Displaying all articles tagged:

Souen

  1. closings
    A Soho Health-Food Destination Is Set to Close, and the Internet Is Melting DownThough there’s a petition to prevent it from happening.
  2. Health Food
    The Cult of the Macro Plate: How This Healthy Dish Became a New York StapleThe Cool Girl’s idea of “clean eating.”
  3. Eat Well
    Eat Well: Sweet Potatoes and Sweeter Autumn TeasPlus: A bar-grazing strategy, healthy eggs, and more, all in this week’s roundup of healthy eats.
  4. Reopenings
    Souen, Set to Reopen Union Square Location, Plans to Sue City for Water DamageThe macrobiotic institution has been closed since a flood in January.
  5. The New York Diet
    ‘Apologetic Vegan’ Moby Would Eat Kale and Tacos on Death Row“For dinner I went to Angelica Kitchen, which made me realize what a clichéd vegan I am.”
  6. The New York Diet
    Vegan Alicia Silverstone Is Not Tempted by ‘Nasty’ Foods“There’s a million great dishes out there, and an egg just happens to be one of them.”
  7. The New York Diet
    Director Arden Wohl Only Eats Fish Twice a WeekLast fall during Fashion Week, rising director and headwear-loving “alternasocialite” Arden Wohl was walking the runway for Imitation of Christ. This time around, she’s been holed up in pre-production for her movie starring Leelee Sobieski (the narrator of her student film Coven) which she’ll shoot later this month in Long Island City. “It’s about New York women, and life. It’s about dreams,” she breathlessly told us before running to a premiere party where she slowed down for just one second to let us photograph her catching a drink.

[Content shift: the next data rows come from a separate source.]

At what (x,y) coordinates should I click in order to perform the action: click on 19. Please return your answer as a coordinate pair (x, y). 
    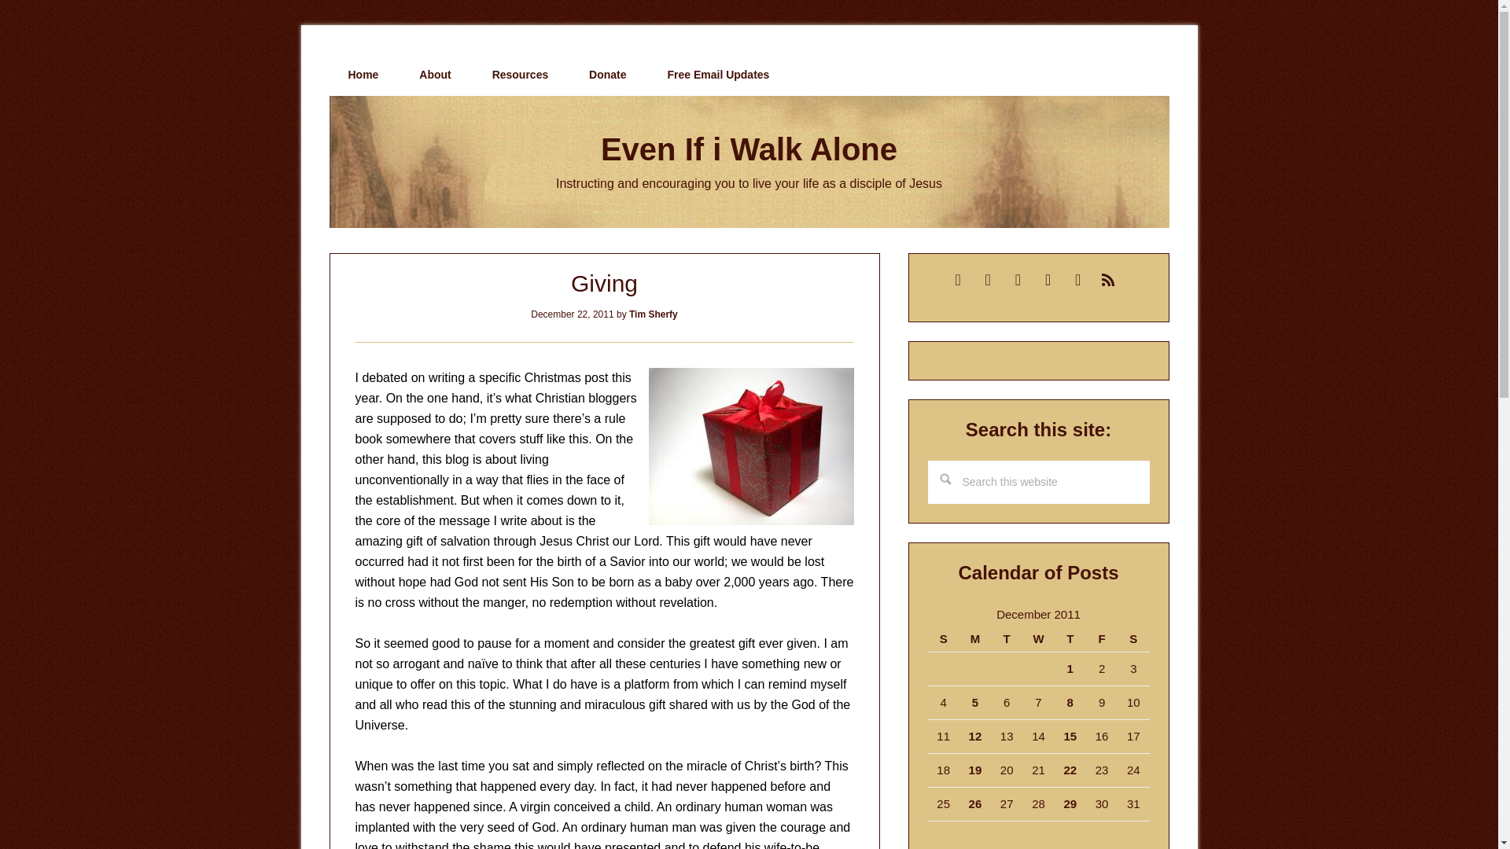
    Looking at the image, I should click on (975, 770). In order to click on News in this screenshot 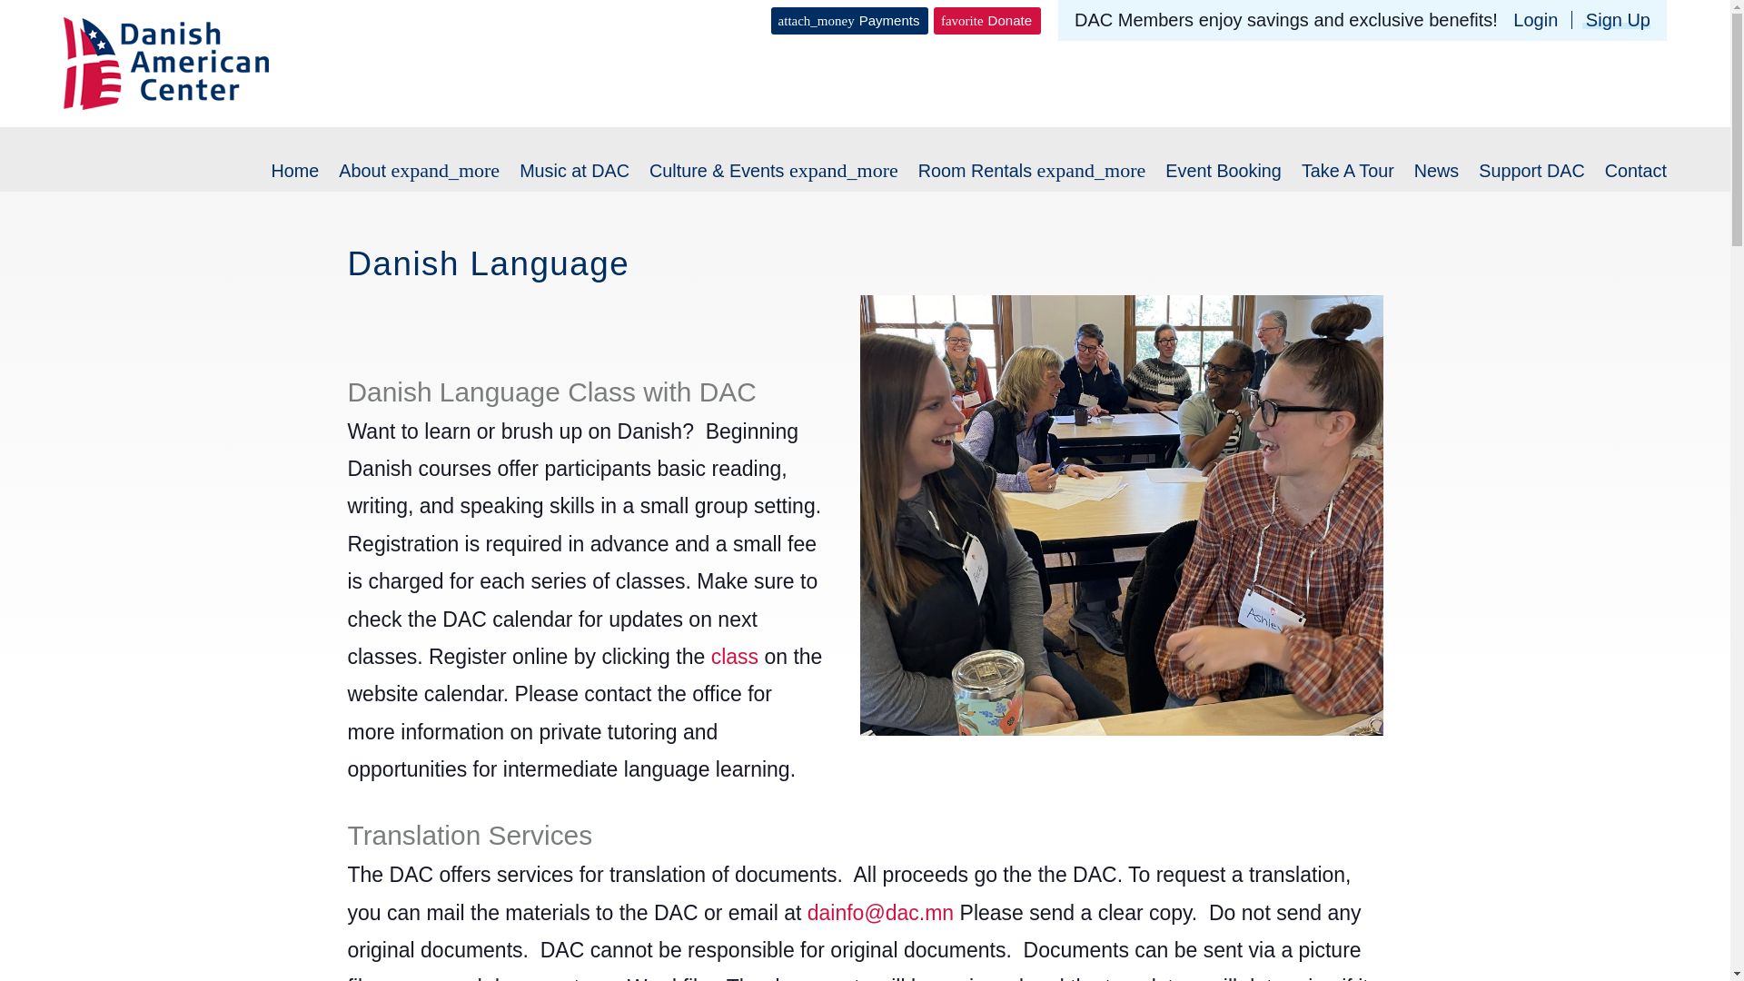, I will do `click(1436, 171)`.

What else did this confessed leather-wearing pescatarian eat this week?
  8. The New York Diet
    Novelist Porochista Khakpour Drinks the Kool-Aid at a Hare Krishna Temple In Porochista Khakpour’s debut novel, Sons and Other Flammable Objects, a coming-of-age story that may make its Iranian-American author the next Zadie Smith (the Times Book Review, Radar, and Paper are planning profiles), Khakpour, who grew up in Los Angeles before moving to New York, describes the exasperation of stern father Darius Adam at discovering that his wayward son Xerxes keeps little more than Fruity Pebbles in his Manhattan apartment. “Xerxes offered potato chips,” the passage goes, “which his father looked at as if he had never seen a Pringles can before, awestruck at his son’s supposedly adult living conditions.” Given that the novel is loosely autobiographical, we wondered about the living (and dining) conditions of the young novelist.
  9. The New York Diet
    Psychedelic Writer Daniel Pinchbeck Likes His Chocolate With ‘SpecialWe figured Daniel Pinchbeck, author of Breaking Open the Head: A Psychedelic Journey Into the Heart of Contemporary Shamanism and 2012: The Return of Quetzalcoatl would have some singular eating habits, having written his share about eating substances other than food. “If you do a lot of shamanic work,” he told us, “There’s an inner cleansing process that goes on. You find the will to reject bad habits — that extends to bad food.” Now that he’s on a higher plane, he’s working on a book about sustainability and says his research in the area is forcing him to make healthier choices. So what did he chose to eat this week?